The baker seemed prostrated.

“And my money?” he asked.

“What money?”

“Why, my ten thousand francs! Ten thousand francs which I brought to M. Favoral, in gold, you hear? in ten rolls, which I placed there, on that very table, and for which he gave me a receipt. Here it is,--his receipt.”

He held out a paper; but Maxence did not take it.

“I do not doubt your word, sir,” he replied; “but my father’s business is not ours.”

“You refuse to give me back my money?”

“Neither my mother, my sister, nor myself, have any thing.”

The blood rushed to the man’s face, and, with a tongue made thick by anger,

“And you think you are going to pay me off in that way?” he exclaimed. “You have nothing! Poor little fellow! And will you tell me, then, what has become of the twenty millions your father has stolen? for he has stolen twenty millions. I know it: I have been told so. Where are they?”

“The police, sir, has placed the seals over my fathers papers.”

“The police?” interrupted the baker, “the seals? What do I care for that? It’s my money I want: do you hear? Justice is going to take a hand in it, is it? Arrest your father, try him? What good will that do me? He will be condemned to two or three years’ imprisonment. Will that give me a cent? He will serve out his time quietly; and, when he gets out of prison, he’ll get hold of the pile that he’s got hidden somewhere; and while I starve, he’ll spend my money under my very nose. No, no! Things won’t suit me that way. It’s at once that I want to be paid.”
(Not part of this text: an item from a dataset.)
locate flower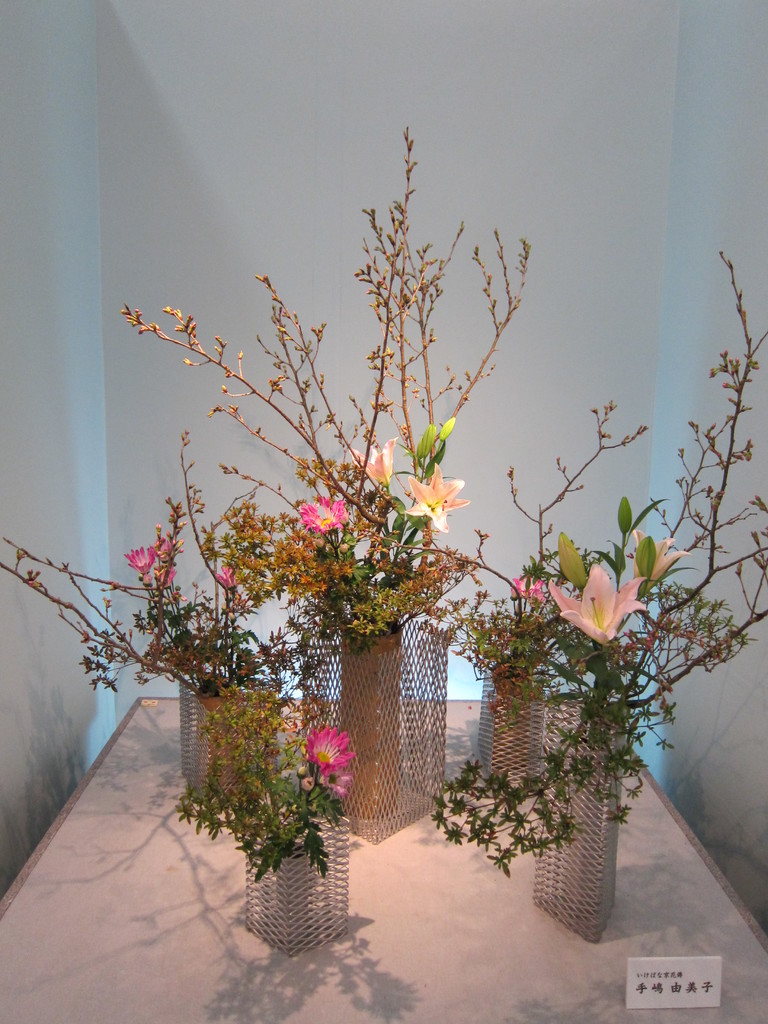
(x1=296, y1=494, x2=348, y2=532)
And throwing himself upon a chair his head back, and his legs stretched forward--

“And what’s more,” he declared, “I am not going out of here until I am paid.”

It was not without the greatest efforts that Maxence managed to keep his temper.
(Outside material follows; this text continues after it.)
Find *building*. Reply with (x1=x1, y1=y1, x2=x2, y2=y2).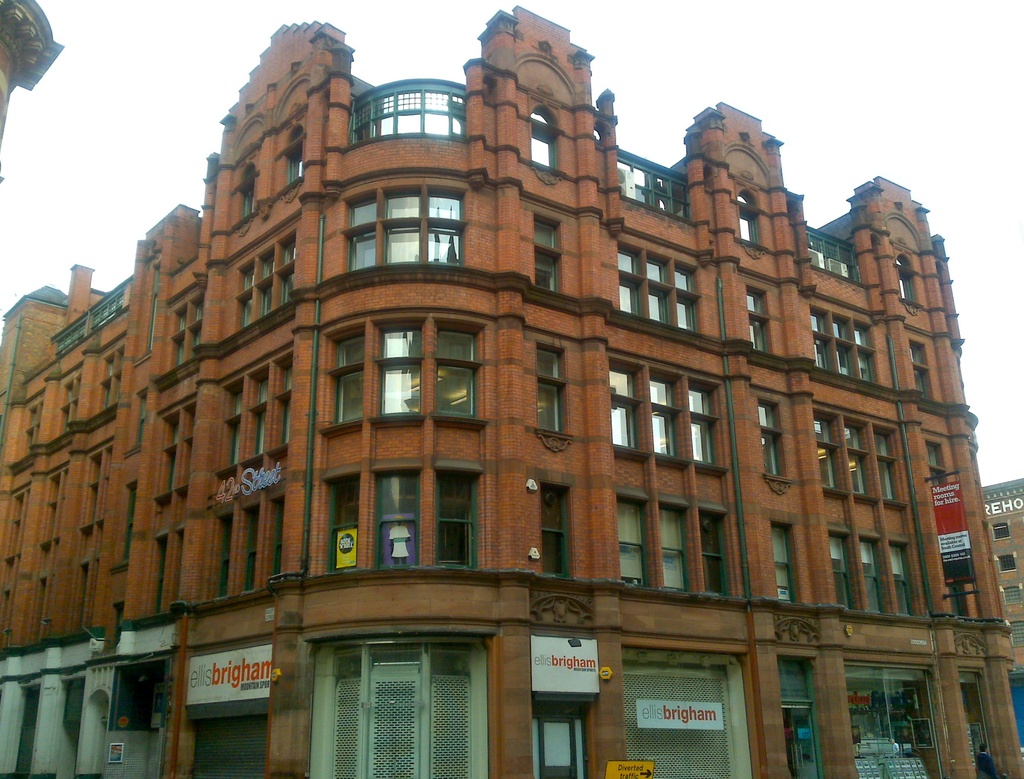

“Your insults are useless, sir,” he commenced.

The man jumped up from his seat.

“Insults!” he cried in a voice that could have been heard all through the house. “Do you call it an insult when a man claims his own? If you think you can make me hush, you are mistaken in your man, M. Favoral, Jun. I am not rich myself: my father has not stolen to leave me an income. It is not in gambling at the bourse that I made these ten thousand francs. It is by the sweat of my body, by working hard night and day for years, by depriving myself of a glass of wine when I was thirsty. And I am to lose them? By the holy name of heaven, we’ll have to see about that! If everybody was like me, there would not be so many scoundrels going about, their pockets filled with other people’s money, and from the top of their carriage laughing at the poor fools they have ruined. Come, my ten thousand francs, canaille, or I take my pay on your back.”

Maxence, enraged, was about to throw himself upon the man, and a disgusting struggle was about to begin, when Mlle. Gilberte stepped between them.